I own a manufacturing/fabrication facility with full capabilities to fix and repair the chassis. The entire rear frame section will end up being cut off the car, waterjet jigged onto a fixture table and then welded back into place on my fixture table.

One more note on another weld failure. When I started stripping the car, about 12” or so of the top of the gas tank was completely cracked down the center of the weld of the fuel cell. Fixable yes, but that scares me more than the rear chassis damage.

The front tub definitely took a hit on the pass side front area, all the welded areas seem to have stayed intact at this portion. It just caved the vertical section somewhat where the arms mount to the tub area.

-AJ
 
12” or so of the top of the gas tank was completely cracked down the center of the weld of the fuel cell.

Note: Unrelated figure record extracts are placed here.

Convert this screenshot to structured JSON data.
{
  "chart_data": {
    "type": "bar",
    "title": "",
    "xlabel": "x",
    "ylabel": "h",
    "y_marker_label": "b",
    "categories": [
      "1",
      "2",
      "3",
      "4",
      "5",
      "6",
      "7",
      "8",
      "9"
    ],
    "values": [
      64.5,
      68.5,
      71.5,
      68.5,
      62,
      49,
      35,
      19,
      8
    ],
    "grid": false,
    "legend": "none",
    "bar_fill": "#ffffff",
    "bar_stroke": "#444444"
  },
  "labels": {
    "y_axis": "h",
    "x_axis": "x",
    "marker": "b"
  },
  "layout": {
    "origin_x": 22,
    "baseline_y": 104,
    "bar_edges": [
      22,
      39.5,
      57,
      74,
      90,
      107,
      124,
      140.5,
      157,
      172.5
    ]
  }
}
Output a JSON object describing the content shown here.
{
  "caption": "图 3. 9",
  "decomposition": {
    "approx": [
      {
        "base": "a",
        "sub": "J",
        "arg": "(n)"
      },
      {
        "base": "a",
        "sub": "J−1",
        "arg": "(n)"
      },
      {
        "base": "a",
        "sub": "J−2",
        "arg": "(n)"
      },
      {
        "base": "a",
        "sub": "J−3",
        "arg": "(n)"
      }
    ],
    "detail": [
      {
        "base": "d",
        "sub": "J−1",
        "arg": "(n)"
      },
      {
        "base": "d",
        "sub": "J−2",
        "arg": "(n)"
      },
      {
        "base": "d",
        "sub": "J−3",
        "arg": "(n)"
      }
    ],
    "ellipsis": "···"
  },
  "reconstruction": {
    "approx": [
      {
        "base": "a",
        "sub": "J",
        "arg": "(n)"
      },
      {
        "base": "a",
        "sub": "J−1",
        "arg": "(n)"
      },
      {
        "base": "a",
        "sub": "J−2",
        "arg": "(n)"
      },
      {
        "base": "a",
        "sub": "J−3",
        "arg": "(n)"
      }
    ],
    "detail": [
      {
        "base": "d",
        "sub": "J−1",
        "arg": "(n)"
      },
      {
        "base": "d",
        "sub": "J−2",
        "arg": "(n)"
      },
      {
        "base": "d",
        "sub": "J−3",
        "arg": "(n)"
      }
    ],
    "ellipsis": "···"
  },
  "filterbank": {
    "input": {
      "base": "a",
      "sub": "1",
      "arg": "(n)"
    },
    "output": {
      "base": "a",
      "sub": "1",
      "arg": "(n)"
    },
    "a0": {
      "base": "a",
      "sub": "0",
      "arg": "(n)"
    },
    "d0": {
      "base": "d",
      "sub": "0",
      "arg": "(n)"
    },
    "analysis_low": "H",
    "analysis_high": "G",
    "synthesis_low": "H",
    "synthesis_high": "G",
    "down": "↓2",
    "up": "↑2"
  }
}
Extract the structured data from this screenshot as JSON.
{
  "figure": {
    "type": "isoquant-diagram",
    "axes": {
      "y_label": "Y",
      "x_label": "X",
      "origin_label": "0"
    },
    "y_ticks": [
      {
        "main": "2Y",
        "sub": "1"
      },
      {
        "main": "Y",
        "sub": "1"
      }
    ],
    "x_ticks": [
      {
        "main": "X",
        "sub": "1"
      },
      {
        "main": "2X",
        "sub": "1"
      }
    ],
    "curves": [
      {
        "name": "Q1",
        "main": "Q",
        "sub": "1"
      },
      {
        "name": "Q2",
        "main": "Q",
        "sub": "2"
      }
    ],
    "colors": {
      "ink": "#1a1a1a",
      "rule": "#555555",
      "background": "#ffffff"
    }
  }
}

It seems I remember 1 or 2 guys before that had cracks in the tank welds (not on wrecked cars). I was thinking those were early cars. Anyone remember any details?

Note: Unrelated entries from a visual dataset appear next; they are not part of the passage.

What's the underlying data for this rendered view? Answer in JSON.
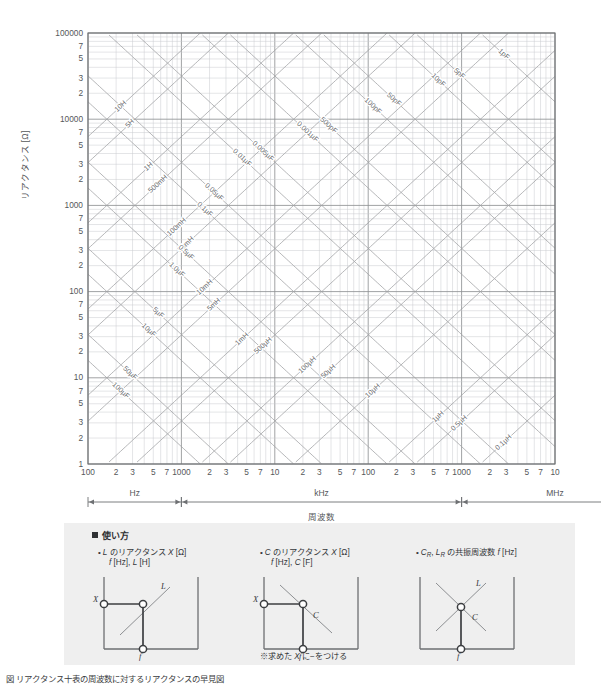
{
  "chart_data": {
    "type": "line",
    "title": "",
    "xlabel": "周波数",
    "ylabel": "リアクタンス [Ω]",
    "grid": true,
    "log_log": true,
    "x_decades": 5,
    "y_decades": 5,
    "xlim": [
      100,
      10000000
    ],
    "ylim": [
      1,
      100000
    ],
    "y_tick_labels": [
      "100000",
      "7",
      "5",
      "3",
      "2",
      "10000",
      "7",
      "5",
      "3",
      "2",
      "1000",
      "7",
      "5",
      "3",
      "2",
      "100",
      "7",
      "5",
      "3",
      "2",
      "10",
      "7",
      "5",
      "3",
      "2",
      "1"
    ],
    "x_tick_labels": [
      "100",
      "2",
      "3",
      "5",
      "7",
      "1000",
      "2",
      "3",
      "5",
      "7",
      "10",
      "2",
      "3",
      "5",
      "7",
      "100",
      "2",
      "3",
      "5",
      "7",
      "1000",
      "2",
      "3",
      "5",
      "7",
      "10",
      "2",
      "3",
      "5",
      "7",
      "100"
    ],
    "x_unit_brackets": [
      {
        "label": "Hz",
        "decades": 1
      },
      {
        "label": "kHz",
        "decades": 3
      },
      {
        "label": "MHz",
        "decades": 2
      }
    ],
    "inductance_lines": {
      "note": "X = 2*pi*f*L ; lines rising to the right",
      "labels": [
        "10H",
        "5H",
        "1H",
        "500mH",
        "100mH",
        "50mH",
        "10mH",
        "5mH",
        "1mH",
        "500µH",
        "100µH",
        "50µH",
        "10µH",
        "1µH",
        "0.5µH",
        "0.1µH"
      ],
      "values_henry": [
        10,
        5,
        1,
        0.5,
        0.1,
        0.05,
        0.01,
        0.005,
        0.001,
        0.0005,
        0.0001,
        5e-05,
        1e-05,
        1e-06,
        5e-07,
        1e-07
      ]
    },
    "capacitance_lines": {
      "note": "X = 1/(2*pi*f*C) ; lines falling to the right",
      "labels": [
        "1pF",
        "5pF",
        "10pF",
        "50pF",
        "100pF",
        "500pF",
        "0.001µF",
        "0.005µF",
        "0.01µF",
        "0.05µF",
        "0.1µF",
        "0.5µF",
        "1.0µF",
        "5µF",
        "10µF",
        "50µF",
        "100µF"
      ],
      "values_farad": [
        1e-12,
        5e-12,
        1e-11,
        5e-11,
        1e-10,
        5e-10,
        1e-09,
        5e-09,
        1e-08,
        5e-08,
        1e-07,
        5e-07,
        1e-06,
        5e-06,
        1e-05,
        5e-05,
        0.0001
      ]
    }
  },
  "axes": {
    "y_title": "リアクタンス [Ω]",
    "x_title": "周波数"
  },
  "usage": {
    "heading": "使い方",
    "items": [
      {
        "line1": "L のリアクタンス X [Ω]",
        "line2": "f [Hz], L [H]",
        "figure": "L-reactance-diagram"
      },
      {
        "line1": "C のリアクタンス X [Ω]",
        "line2": "f [Hz], C [F]",
        "figure": "C-reactance-diagram"
      },
      {
        "line1": "CR, LR の共振周波数 f [Hz]",
        "line2": "",
        "figure": "resonance-diagram"
      }
    ],
    "note": "※求めた X に−をつける",
    "figure_axis_labels": {
      "x": "X",
      "f": "f",
      "l": "L",
      "c": "C"
    }
  },
  "caption": "図 リアクタンス十表の周波数に対するリアクタンスの早見図"
}
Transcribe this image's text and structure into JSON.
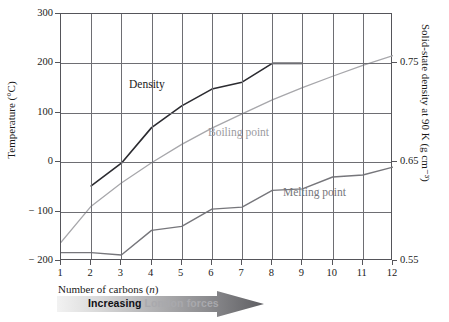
{
  "chart_data": {
    "type": "line",
    "title": "",
    "xlabel": "Number of carbons (n)",
    "ylabel": "Temperature (°C)",
    "y2label": "Solid-state density at 90 K (g cm⁻³)",
    "x": [
      1,
      2,
      3,
      4,
      5,
      6,
      7,
      8,
      9,
      10,
      11,
      12
    ],
    "xlim": [
      1,
      12
    ],
    "ylim": [
      -200,
      300
    ],
    "y2lim": [
      0.55,
      0.8
    ],
    "yticks": [
      -200,
      -100,
      0,
      100,
      200,
      300
    ],
    "ytick_labels": [
      "− 200",
      "− 100",
      "0",
      "100",
      "200",
      "300"
    ],
    "y2ticks": [
      0.55,
      0.65,
      0.75
    ],
    "y2tick_labels": [
      "0.55",
      "0.65",
      "0.75"
    ],
    "xticks": [
      1,
      2,
      3,
      4,
      5,
      6,
      7,
      8,
      9,
      10,
      11,
      12
    ],
    "xtick_labels": [
      "1",
      "2",
      "3",
      "4",
      "5",
      "6",
      "7",
      "8",
      "9",
      "10",
      "11",
      "12"
    ],
    "grid": true,
    "legend": "inline-labels",
    "series": [
      {
        "name": "Density",
        "axis": "right",
        "color": "#2b2b30",
        "x": [
          2,
          3,
          4,
          5,
          6,
          7,
          8,
          9
        ],
        "values": [
          0.626,
          0.649,
          0.685,
          0.707,
          0.724,
          0.731,
          0.75,
          0.75
        ]
      },
      {
        "name": "Boiling point",
        "axis": "left",
        "color": "#a7a7ab",
        "x": [
          1,
          2,
          3,
          4,
          5,
          6,
          7,
          8,
          9,
          10,
          11,
          12
        ],
        "values": [
          -162,
          -89,
          -42,
          -1,
          36,
          69,
          98,
          126,
          151,
          174,
          196,
          216
        ]
      },
      {
        "name": "Melting point",
        "axis": "left",
        "color": "#76767b",
        "x": [
          1,
          2,
          3,
          4,
          5,
          6,
          7,
          8,
          9,
          10,
          11,
          12
        ],
        "values": [
          -183,
          -183,
          -188,
          -138,
          -130,
          -95,
          -91,
          -57,
          -54,
          -30,
          -26,
          -10
        ]
      }
    ],
    "annotations": [
      {
        "name": "increasing-london-forces-arrow",
        "text_strong": "Increasing ",
        "text_faded": "London forces",
        "direction": "right"
      }
    ]
  },
  "series_labels": {
    "density": "Density",
    "boiling": "Boiling point",
    "melting": "Melting point"
  }
}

I assume the tank did not take a hard hit. *Seems* that would more than likely be because of a poor choice of filler for the tank material.

I switched to Hobart's 4943 filler for most things that don't need ultimate strength. That solved a lot of problems (but puts a dent in the wallet).

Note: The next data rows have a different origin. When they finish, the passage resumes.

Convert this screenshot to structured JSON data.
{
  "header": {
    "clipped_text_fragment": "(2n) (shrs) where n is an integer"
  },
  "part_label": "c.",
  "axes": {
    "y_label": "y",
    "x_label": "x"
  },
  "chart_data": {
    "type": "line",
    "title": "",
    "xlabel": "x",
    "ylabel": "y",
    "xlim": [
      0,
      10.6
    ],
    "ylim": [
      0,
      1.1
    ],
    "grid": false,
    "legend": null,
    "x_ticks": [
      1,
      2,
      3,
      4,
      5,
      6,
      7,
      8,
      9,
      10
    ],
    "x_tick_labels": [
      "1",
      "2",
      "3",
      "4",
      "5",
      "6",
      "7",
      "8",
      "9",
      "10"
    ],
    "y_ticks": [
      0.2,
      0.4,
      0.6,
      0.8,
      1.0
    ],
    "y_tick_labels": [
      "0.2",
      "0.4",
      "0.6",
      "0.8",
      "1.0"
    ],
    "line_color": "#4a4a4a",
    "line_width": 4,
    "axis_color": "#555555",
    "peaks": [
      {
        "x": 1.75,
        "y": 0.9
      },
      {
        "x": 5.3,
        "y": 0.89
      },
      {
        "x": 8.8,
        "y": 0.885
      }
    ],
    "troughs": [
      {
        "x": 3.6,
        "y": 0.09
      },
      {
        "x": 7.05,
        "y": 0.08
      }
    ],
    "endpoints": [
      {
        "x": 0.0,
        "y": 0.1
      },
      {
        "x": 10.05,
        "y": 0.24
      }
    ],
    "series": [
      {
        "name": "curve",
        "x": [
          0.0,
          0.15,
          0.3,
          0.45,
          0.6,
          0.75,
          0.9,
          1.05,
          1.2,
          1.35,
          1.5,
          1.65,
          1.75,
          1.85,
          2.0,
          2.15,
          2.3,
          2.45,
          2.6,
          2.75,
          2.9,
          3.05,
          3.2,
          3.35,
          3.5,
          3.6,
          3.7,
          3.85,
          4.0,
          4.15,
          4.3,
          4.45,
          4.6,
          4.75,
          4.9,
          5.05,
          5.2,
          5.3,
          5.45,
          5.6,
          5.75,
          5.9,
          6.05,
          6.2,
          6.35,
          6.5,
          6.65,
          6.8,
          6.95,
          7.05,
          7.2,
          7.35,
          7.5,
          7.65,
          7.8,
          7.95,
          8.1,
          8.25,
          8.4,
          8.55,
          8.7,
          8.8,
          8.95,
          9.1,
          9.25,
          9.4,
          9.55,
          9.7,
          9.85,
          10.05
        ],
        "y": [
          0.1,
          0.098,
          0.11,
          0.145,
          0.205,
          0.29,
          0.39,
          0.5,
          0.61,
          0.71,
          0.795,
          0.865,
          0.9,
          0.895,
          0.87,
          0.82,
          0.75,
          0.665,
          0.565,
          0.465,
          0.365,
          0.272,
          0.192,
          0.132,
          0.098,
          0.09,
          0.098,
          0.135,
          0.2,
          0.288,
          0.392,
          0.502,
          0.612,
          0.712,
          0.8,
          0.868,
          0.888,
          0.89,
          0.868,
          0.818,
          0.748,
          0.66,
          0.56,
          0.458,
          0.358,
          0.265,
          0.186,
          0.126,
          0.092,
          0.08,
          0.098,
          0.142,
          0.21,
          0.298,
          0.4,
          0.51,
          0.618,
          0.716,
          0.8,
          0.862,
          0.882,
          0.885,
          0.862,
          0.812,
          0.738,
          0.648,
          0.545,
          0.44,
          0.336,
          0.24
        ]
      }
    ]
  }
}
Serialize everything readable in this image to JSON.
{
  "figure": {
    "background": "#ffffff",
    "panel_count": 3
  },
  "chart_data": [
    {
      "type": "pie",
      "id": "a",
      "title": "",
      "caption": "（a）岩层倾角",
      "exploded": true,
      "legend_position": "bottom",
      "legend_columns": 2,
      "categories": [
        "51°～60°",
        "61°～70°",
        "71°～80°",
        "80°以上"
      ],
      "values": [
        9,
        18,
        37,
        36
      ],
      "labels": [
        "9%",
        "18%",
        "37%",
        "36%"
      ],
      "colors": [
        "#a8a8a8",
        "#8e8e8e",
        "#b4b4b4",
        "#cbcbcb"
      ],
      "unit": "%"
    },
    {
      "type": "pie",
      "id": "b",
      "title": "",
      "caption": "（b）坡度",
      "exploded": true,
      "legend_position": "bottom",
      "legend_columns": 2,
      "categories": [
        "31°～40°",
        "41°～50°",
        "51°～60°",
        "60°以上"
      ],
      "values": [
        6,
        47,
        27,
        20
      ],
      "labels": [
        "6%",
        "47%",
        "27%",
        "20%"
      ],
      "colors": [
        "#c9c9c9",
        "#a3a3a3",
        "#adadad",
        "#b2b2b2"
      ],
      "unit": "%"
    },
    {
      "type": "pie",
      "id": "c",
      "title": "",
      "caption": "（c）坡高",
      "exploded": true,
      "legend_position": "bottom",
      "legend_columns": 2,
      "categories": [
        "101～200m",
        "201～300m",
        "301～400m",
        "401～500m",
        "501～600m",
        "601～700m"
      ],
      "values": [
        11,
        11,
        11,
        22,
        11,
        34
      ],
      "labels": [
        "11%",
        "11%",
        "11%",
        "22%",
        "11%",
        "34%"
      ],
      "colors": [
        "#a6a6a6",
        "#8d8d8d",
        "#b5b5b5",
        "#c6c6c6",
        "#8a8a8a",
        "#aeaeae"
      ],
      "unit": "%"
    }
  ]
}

AJ, I am thinking some early cars had tank cracking issues, but it's been years so don't bet the farm on that. If I had that kind or crack, I'd assume the welds all the way around the tank are suspect and I'd build a new one. I would put in a sump, add some baffles, extend the tank full width of the chassis, put the pump(s) in the tank and use hydramat for the pickup. Just my 2 cents worth.